Zustand: Good. Good condition. Very Good dust jacket. A copy that has been read but remains intact. May contain markings such as bookplates, stamps, limited notes and highlighting, or a few light stains. Bundled media such as CDs, DVDs, floppy disks or access codes may not be included.
Hardcover. Zustand: Very Good. No Jacket. May have limited writing in cover pages. Pages are unmarked. ~ ThriftBooks: Read More, Spend Less.
Zustand: As New. Like New condition. Very Good dust jacket. A near perfect copy that may have very minor cosmetic defects.
Erstausgabe Signiert
Zustand: Very Good. Signed Copy First edition copy. . Good dust jacket. Inscribed by author on front endpage.
Erstausgabe Signiert
Zustand: Good. Signed Copy First edition copy. . Good dust jacket. Inscribed by author on front endpage. Writing inside.
Hardcover. Zustand: Very good. Zustand des Schutzumschlags: Very good. xix, [1], 197, [7] pages. Notes. Inscribed by the author on the fep. Inscription reads To Irwin with best wishes and hope for a better world in human relations Elbert Dorian Gadsden December 30, 1991. Gives the legal history of racism deeply rooted in the law and the social culture if this country. Documents how in spite of these systemic barriers the African Americans made progress. E. Dorian Gadsden was born in Charleston, South Carolina during the era of racial segregation and discrimination by law. He became the first black Eagle Scout in the Coastal Carolina Council; and the Youth Council of the NAACP. He served two years in the seamen branch of the segregated navy during World War II. He graduated from Central State University and Howard University Law School. With a keen interest in Civil Rights, he moved to DC, and participated in the "March on Washington" in 1963. He was an attorney for the Department of Labor, a Hearing Examiner in the District of Columbia's Department of Public Welfare and an Administrative Law Judge for the Social Security Administration. In 1973, he received a Special Recognition Award for outstanding service to the Washington Metropolitan Community. In 1989, he published Progress Against the Tide, a meticulously researched book detailing the operational effects of slavery, segregation and discrimination on African Americans in the United States. In 1995, he retired from the federal government and continued to lecture at several historically black colleges and universities, African-American history events and at the Federal Legal Institute in Washington, DC. With a combination of thorough scholarship and in-depth interpretation, Gadsden analyzes with a critical eye and discussed the changing economy and occupations in the United States, the sources of the growing education and cultural disparity between black males and females, and how it is affecting black male-female relates in companionship, romance, and marriage. A brilliant and fascinating saga of the human spirit. Progress against the Tide is an important, meaningful addition to the history of humankind.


#### What to produce
Each line below should be restated exactly, with nothing dropped.

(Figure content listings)
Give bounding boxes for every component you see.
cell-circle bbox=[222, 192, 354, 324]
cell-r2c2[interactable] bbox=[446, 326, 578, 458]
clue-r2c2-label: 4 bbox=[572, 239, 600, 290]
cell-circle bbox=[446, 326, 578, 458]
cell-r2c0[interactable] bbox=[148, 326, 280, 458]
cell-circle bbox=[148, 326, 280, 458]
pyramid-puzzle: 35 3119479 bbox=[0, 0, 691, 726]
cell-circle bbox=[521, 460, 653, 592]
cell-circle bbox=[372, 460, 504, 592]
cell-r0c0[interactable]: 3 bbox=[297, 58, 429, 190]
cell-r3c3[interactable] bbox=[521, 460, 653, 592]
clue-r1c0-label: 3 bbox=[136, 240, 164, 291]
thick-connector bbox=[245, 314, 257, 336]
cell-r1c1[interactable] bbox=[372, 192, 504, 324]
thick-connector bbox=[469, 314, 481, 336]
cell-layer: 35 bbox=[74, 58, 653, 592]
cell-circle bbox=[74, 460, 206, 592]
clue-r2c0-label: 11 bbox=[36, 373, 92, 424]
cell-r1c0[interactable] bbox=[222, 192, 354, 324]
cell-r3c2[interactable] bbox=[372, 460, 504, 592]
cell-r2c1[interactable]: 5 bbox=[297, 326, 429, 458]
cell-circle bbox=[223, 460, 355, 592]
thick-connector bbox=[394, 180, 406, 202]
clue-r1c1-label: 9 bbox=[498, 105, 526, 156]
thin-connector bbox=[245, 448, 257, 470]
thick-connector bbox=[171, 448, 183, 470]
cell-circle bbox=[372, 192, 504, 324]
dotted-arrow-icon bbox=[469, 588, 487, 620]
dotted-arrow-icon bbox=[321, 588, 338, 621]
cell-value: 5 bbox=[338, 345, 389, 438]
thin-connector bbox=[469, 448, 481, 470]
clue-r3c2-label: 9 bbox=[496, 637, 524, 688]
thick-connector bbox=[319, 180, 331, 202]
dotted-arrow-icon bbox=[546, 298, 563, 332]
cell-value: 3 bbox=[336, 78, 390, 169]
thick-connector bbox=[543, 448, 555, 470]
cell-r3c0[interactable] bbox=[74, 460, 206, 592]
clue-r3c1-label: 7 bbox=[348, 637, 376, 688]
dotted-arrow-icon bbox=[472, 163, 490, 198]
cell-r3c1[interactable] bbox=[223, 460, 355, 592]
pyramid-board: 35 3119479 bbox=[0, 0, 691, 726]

#### Result of the exercise
Give bounding boxes for every component you see.
cell-circle bbox=[222, 192, 354, 324]
cell-r2c2[interactable] bbox=[446, 326, 578, 458]
clue-r2c2-label: 4 bbox=[572, 239, 600, 290]
cell-circle bbox=[446, 326, 578, 458]
cell-r2c0[interactable] bbox=[148, 326, 280, 458]
cell-circle bbox=[148, 326, 280, 458]
pyramid-puzzle: 35 3119479 bbox=[0, 0, 691, 726]
cell-circle bbox=[521, 460, 653, 592]
cell-circle bbox=[372, 460, 504, 592]
cell-r0c0[interactable]: 3 bbox=[297, 58, 429, 190]
cell-r3c3[interactable] bbox=[521, 460, 653, 592]
clue-r1c0-label: 3 bbox=[136, 240, 164, 291]
thick-connector bbox=[245, 314, 257, 336]
cell-r1c1[interactable] bbox=[372, 192, 504, 324]
thick-connector bbox=[469, 314, 481, 336]
cell-layer: 35 bbox=[74, 58, 653, 592]
cell-circle bbox=[74, 460, 206, 592]
clue-r2c0-label: 11 bbox=[36, 373, 92, 424]
cell-r1c0[interactable] bbox=[222, 192, 354, 324]
cell-r3c2[interactable] bbox=[372, 460, 504, 592]
cell-r2c1[interactable]: 5 bbox=[297, 326, 429, 458]
cell-circle bbox=[223, 460, 355, 592]
thick-connector bbox=[394, 180, 406, 202]
clue-r1c1-label: 9 bbox=[498, 105, 526, 156]
thin-connector bbox=[245, 448, 257, 470]
thick-connector bbox=[171, 448, 183, 470]
cell-circle bbox=[372, 192, 504, 324]
dotted-arrow-icon bbox=[469, 588, 487, 620]
dotted-arrow-icon bbox=[321, 588, 338, 621]
cell-value: 5 bbox=[338, 345, 389, 438]
thin-connector bbox=[469, 448, 481, 470]
clue-r3c2-label: 9 bbox=[496, 637, 524, 688]
thick-connector bbox=[319, 180, 331, 202]
dotted-arrow-icon bbox=[546, 298, 563, 332]
cell-value: 3 bbox=[336, 78, 390, 169]
thick-connector bbox=[543, 448, 555, 470]
cell-r3c0[interactable] bbox=[74, 460, 206, 592]
clue-r3c1-label: 7 bbox=[348, 637, 376, 688]
dotted-arrow-icon bbox=[472, 163, 490, 198]
cell-r3c1[interactable] bbox=[223, 460, 355, 592]
pyramid-board: 35 3119479 bbox=[0, 0, 691, 726]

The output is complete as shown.